+++ Data records

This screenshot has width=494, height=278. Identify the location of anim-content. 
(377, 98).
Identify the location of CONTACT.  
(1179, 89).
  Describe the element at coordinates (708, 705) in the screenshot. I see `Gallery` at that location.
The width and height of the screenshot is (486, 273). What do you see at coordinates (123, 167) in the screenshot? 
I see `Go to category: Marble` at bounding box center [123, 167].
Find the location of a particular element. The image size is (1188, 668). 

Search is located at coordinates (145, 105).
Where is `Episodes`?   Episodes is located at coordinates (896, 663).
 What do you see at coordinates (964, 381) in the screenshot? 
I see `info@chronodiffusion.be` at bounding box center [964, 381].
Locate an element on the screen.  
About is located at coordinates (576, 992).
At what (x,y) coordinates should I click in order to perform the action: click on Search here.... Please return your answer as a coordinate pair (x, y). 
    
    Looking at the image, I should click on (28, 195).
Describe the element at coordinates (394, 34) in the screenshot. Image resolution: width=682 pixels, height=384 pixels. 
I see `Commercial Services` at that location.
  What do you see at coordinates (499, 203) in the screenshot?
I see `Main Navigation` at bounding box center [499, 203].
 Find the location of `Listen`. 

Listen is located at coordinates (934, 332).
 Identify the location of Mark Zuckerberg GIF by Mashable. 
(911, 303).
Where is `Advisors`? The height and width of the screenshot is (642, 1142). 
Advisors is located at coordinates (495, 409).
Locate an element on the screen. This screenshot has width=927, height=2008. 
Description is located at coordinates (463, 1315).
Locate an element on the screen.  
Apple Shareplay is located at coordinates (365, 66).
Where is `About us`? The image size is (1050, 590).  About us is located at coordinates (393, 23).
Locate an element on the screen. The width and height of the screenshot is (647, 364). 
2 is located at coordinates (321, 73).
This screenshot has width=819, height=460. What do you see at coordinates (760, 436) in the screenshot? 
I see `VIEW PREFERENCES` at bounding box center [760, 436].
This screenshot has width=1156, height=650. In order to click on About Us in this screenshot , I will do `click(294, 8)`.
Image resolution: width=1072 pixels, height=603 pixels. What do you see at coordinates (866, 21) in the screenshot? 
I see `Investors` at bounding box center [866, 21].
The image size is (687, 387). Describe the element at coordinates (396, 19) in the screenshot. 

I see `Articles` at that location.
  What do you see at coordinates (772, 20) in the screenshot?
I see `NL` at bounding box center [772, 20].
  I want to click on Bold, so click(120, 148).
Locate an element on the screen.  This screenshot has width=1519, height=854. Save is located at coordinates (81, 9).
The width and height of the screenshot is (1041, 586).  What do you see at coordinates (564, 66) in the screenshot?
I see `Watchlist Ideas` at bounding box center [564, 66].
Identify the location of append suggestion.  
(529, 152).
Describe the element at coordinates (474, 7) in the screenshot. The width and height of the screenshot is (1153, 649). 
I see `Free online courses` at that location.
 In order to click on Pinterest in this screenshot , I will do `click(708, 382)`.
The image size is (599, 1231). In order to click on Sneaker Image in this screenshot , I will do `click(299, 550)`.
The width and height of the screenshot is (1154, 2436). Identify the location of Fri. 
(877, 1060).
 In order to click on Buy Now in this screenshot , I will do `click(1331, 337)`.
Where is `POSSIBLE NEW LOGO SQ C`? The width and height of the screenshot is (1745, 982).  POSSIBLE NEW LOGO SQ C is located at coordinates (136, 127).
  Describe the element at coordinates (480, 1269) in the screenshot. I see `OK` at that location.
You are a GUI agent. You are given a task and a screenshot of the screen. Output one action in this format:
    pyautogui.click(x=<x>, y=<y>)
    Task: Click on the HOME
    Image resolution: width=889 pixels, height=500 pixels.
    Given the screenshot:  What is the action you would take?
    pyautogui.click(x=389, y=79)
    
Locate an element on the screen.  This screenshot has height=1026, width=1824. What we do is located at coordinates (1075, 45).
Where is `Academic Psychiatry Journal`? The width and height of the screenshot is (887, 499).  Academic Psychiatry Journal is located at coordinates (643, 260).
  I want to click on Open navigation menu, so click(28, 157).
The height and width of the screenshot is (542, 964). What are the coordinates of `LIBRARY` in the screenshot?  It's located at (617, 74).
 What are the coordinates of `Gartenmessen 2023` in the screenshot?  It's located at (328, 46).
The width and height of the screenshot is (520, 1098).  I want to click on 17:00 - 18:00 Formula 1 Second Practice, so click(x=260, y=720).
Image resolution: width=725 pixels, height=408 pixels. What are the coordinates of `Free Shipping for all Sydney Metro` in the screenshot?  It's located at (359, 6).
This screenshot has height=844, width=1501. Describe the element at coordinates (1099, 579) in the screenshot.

++++++

Transcribe, word for word, every line from the one containing "The width and height of the screenshot is (520, 1098)." through the final line of the entries, and nothing else.

--- Completed exercise ---
The width and height of the screenshot is (520, 1098).  I want to click on 17:00 - 18:00 Formula 1 Second Practice, so click(x=260, y=720).
Image resolution: width=725 pixels, height=408 pixels. What are the coordinates of `Free Shipping for all Sydney Metro` in the screenshot?  It's located at (359, 6).
This screenshot has height=844, width=1501. Describe the element at coordinates (1099, 579) in the screenshot.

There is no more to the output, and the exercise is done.